Kyle Lowry a good value for Raps

ByKEVIN PELTON
July 3, 2014, 11:42 AM

— -- If the first 48 hours of free agency have demonstrated anything, it's that there's little connection between the markets for different players. Each free agent's contract is the product of a unique confluence of market forces, with value to the team a relatively small factor. So retire the concept that if one player is worth X, another must be worth Y.

The latest evidence against the theory of market value came with Kyle Lowry reportedly agreeing Wednesday night to stay with the Toronto Raptors on a four-year, $48 million contract. Amid the sea of financial excess that has been the first two days of free agency, the Lowry contract stands out as an island of sanity.

Consider this: Had the Raptors been proposed a multiteam trade that netted them Ben Gordon and Avery Bradley for Lowry at the trade deadline, their front office would have muted the phone to cover their laughter. Yet Bradley ($7.2 million) and Gordon ($4.5 million) will make nearly a million dollars more than Lowry next season, presuming standard 7.5 percent raises on the contracts for both Bradley and Lowry.

Given his age (he won't turn 24 until November) and experience as a starter, the four-year, $32 million contract the Boston Celtics reportedly gave Bradley is justifiable, even if he's probably best cast as a third guard backing up both positions. Bradley's versatility and defense will make him a useful player in the worst-case scenario, which assumes he doesn't develop at all.

Some of the other contracts handed out to guards are tougher to explain. New Detroit Pistons guard Jodie Meeks cashed in a career season with the Los Angeles Lakers, getting a raise to nearly four times the $1.55 million he made last season on a reported three-year, $19 million deal. And even with a non-guaranteed second season, the reported two-year, $9 million deal the Orlando Magic gave Gordon is preposterous given that Gordon has rated better than replacement level just once in the past four seasons. Paying Gordon anything more than the minimum is basically lighting money on fire.

There have been a few bargains here and there. The San Antonio Spurs took advantage of Patty Mills' rotator cuff injury, which will require surgery that our Marc Stein reports will sideline him through January, to lock Mills up to a reasonable three-year, $12 million deal.

And then there's Lowry, who projects to be as valuable over the next three seasons as any free agent outside of LeBron James. At 28, Lowry is in his prime and coming off a season in which he had a case as one of the NBA's top 10 players statistically. Yet the market Lowry hoped for apparently never materialized.

Each team in the Lowry pursuit could justify not matching the Raptors' offer. Every dollar counts for the Houston Rockets, whose cap is largely consumed by max contracts for stars James Harden and Dwight Howard, and the Los Angeles Lakers must preserve their precious cap space for the summer of 2016, when Kobe Bryant's extension comes off their books. Meanwhile, the Miami Heat are busy figuring out exactly how much money they'll have to spend before recruiting players they might not be able to afford.

Nonetheless, it seems probable one of those teams -- or another with cap space -- will regret not making a harder push for Lowry given his reasonable price tag. Perhaps Lowry's egregious omission from the All-Star team worked against him in free agency, since his new team couldn't sell to fans or even management adding an All-Star to the roster. My research on Lance Stephenson's All-Star bid found that free agents coming off an All-Star appearance consistently make more than players with otherwise identical statistics.

For now, Lowry's suitors will find a dwindling guard market in free agency. Besides Dwyane Wade, who will surely return to the Miami Heat, just four other guards remain from my top 25 free agents by the numbers: Eric Bledsoe of the Phoenix Suns and Isaiah Thomas of the Sacramento Kings, who are restricted, and Stephenson and Miami Heat point guard Mario Chalmers. That could stimulate the market for Stephenson as he seeks to improve on the five-year, $44 million offer he's reportedly received from the Indiana Pacers.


- **WORK REQUEST**: Every record needs to be repeated exactly; its pictures do not.

:::

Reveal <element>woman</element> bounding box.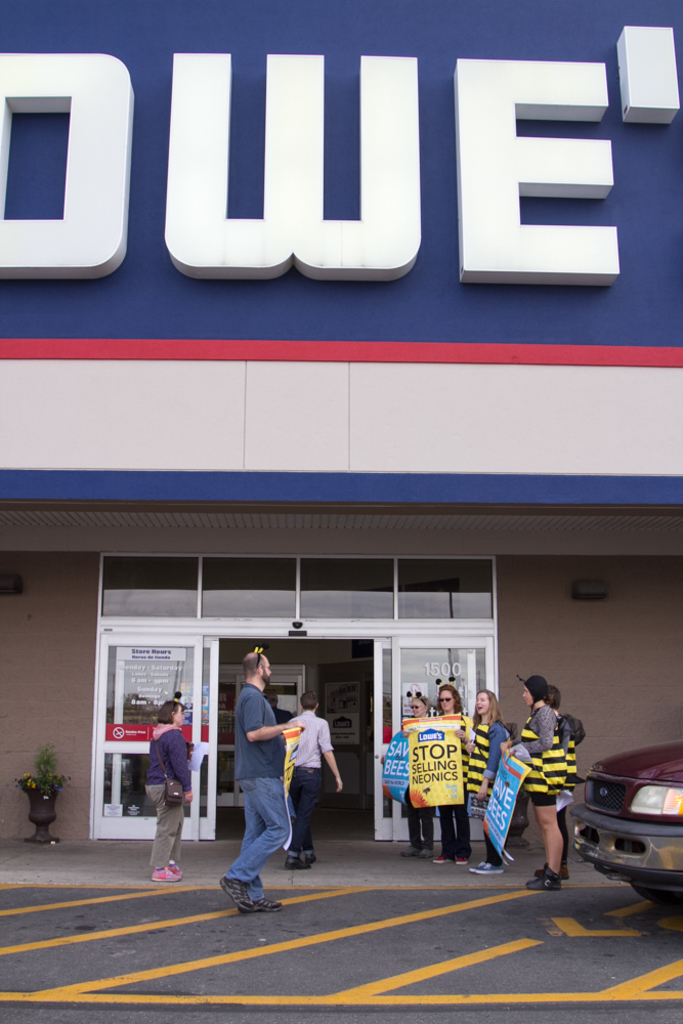
Revealed: 512, 687, 595, 886.
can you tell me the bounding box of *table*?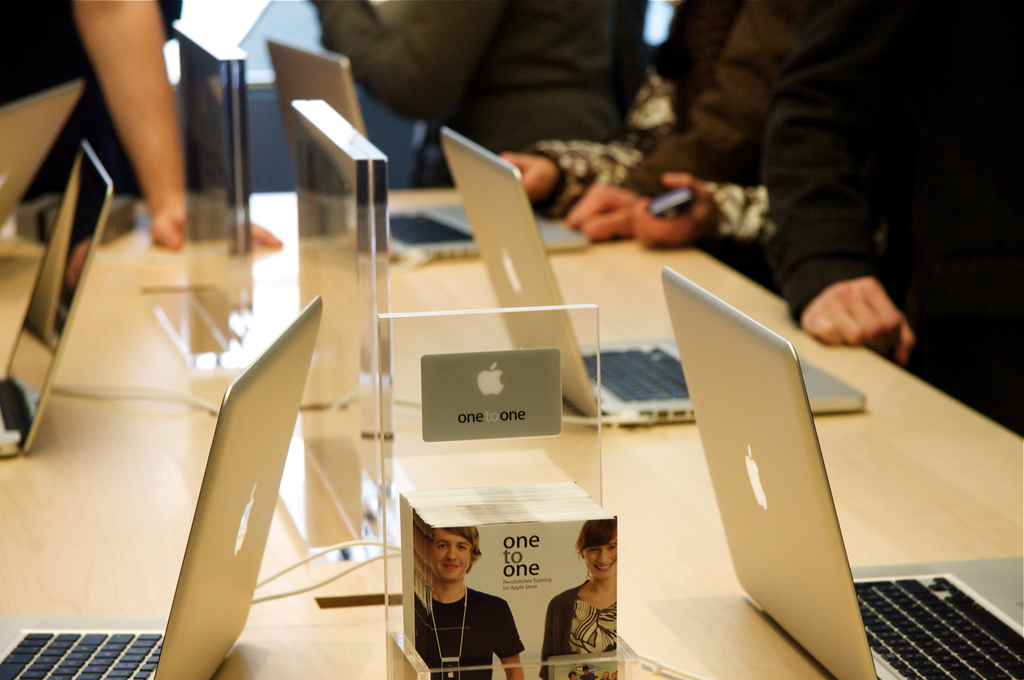
pyautogui.locateOnScreen(0, 187, 1023, 679).
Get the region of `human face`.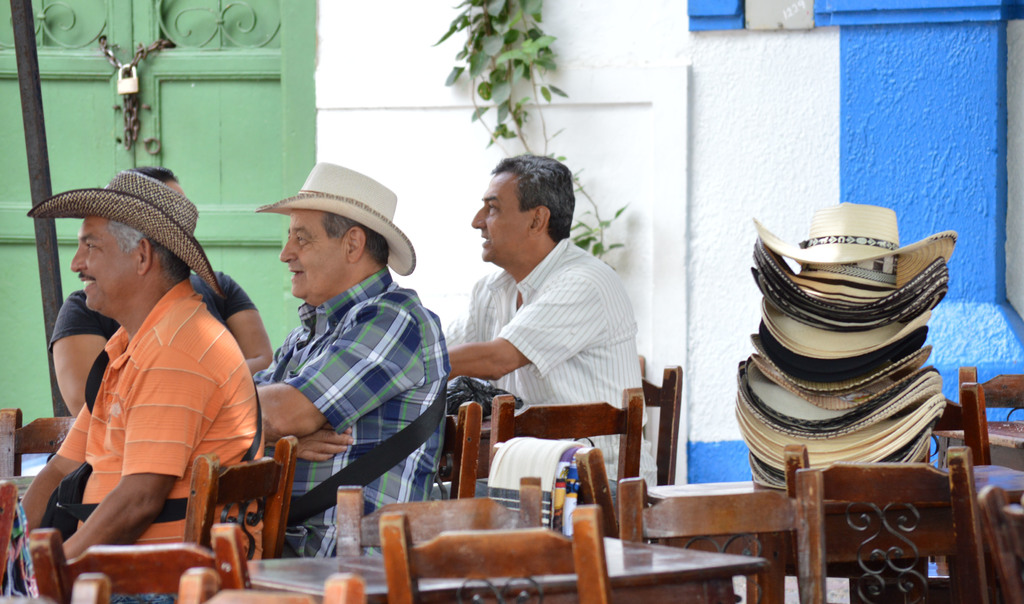
72/213/138/322.
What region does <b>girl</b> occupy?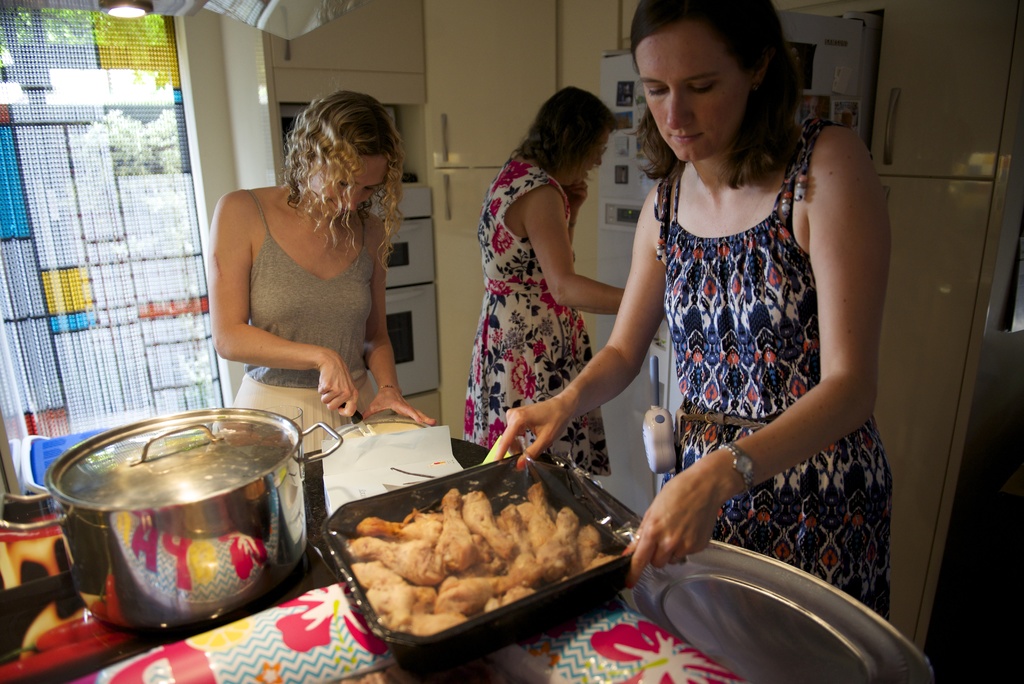
bbox=(500, 0, 894, 631).
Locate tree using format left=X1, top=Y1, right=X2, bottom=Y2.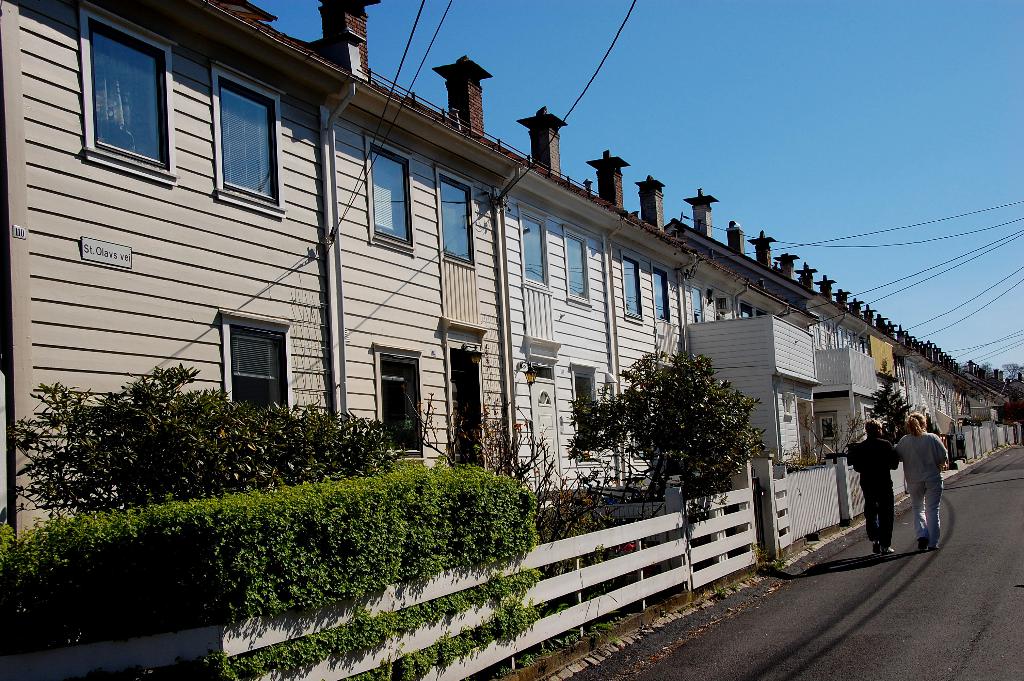
left=866, top=366, right=916, bottom=450.
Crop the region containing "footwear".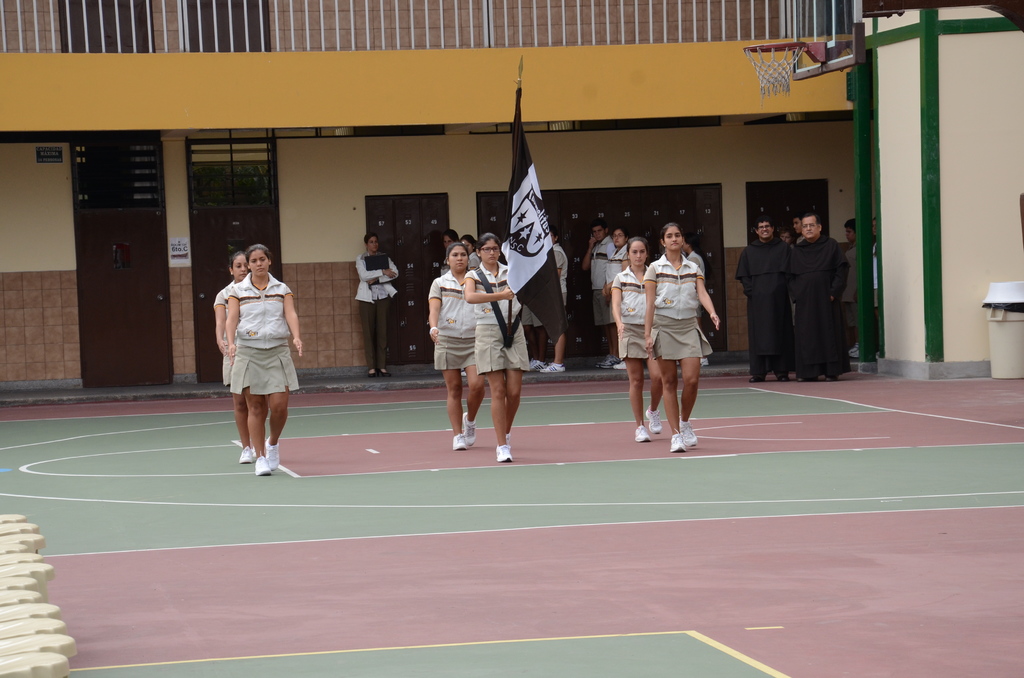
Crop region: 634 424 652 441.
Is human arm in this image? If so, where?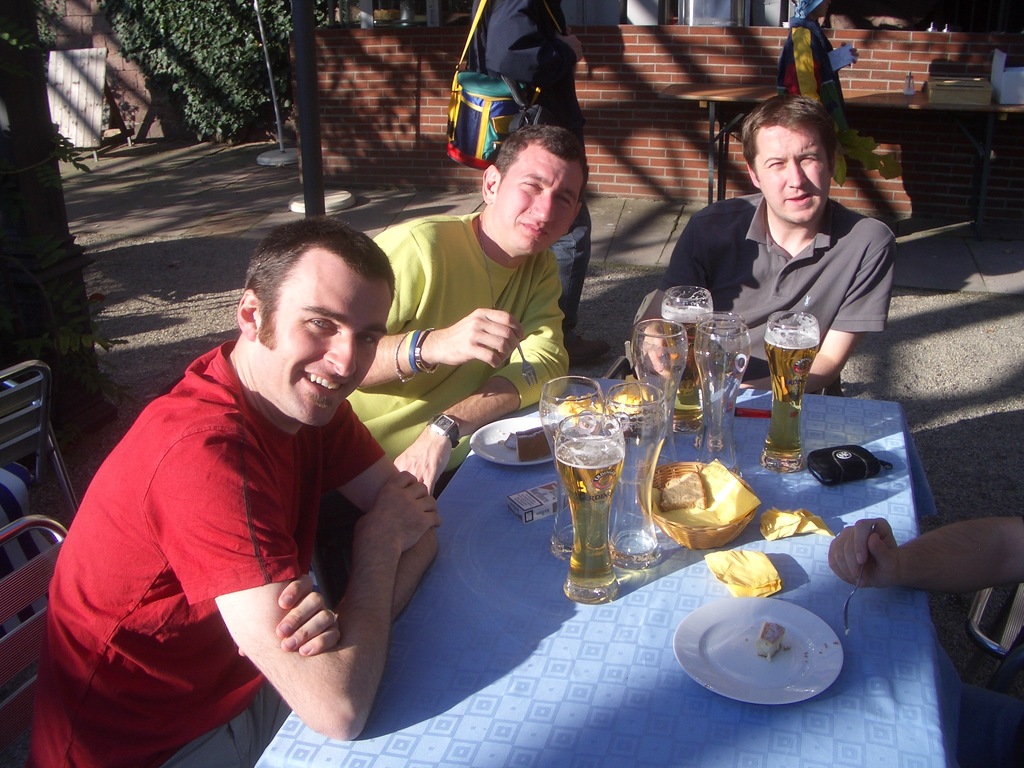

:::

- **SOLUTION FOR THIS TASK**:
Reveal <element>woman</element> bounding box.
Revealed: 512, 687, 595, 886.
can you tell me the bounding box of *table*?
pyautogui.locateOnScreen(0, 187, 1023, 679).
Get the region of `human face`.
72/213/138/322.
What region does <b>girl</b> occupy?
bbox=(500, 0, 894, 631).
Locate tree using format left=X1, top=Y1, right=X2, bottom=Y2.
left=866, top=366, right=916, bottom=450.
Crop the region containing "footwear".
Crop region: 634 424 652 441.
Is human arm in this image? If so, where?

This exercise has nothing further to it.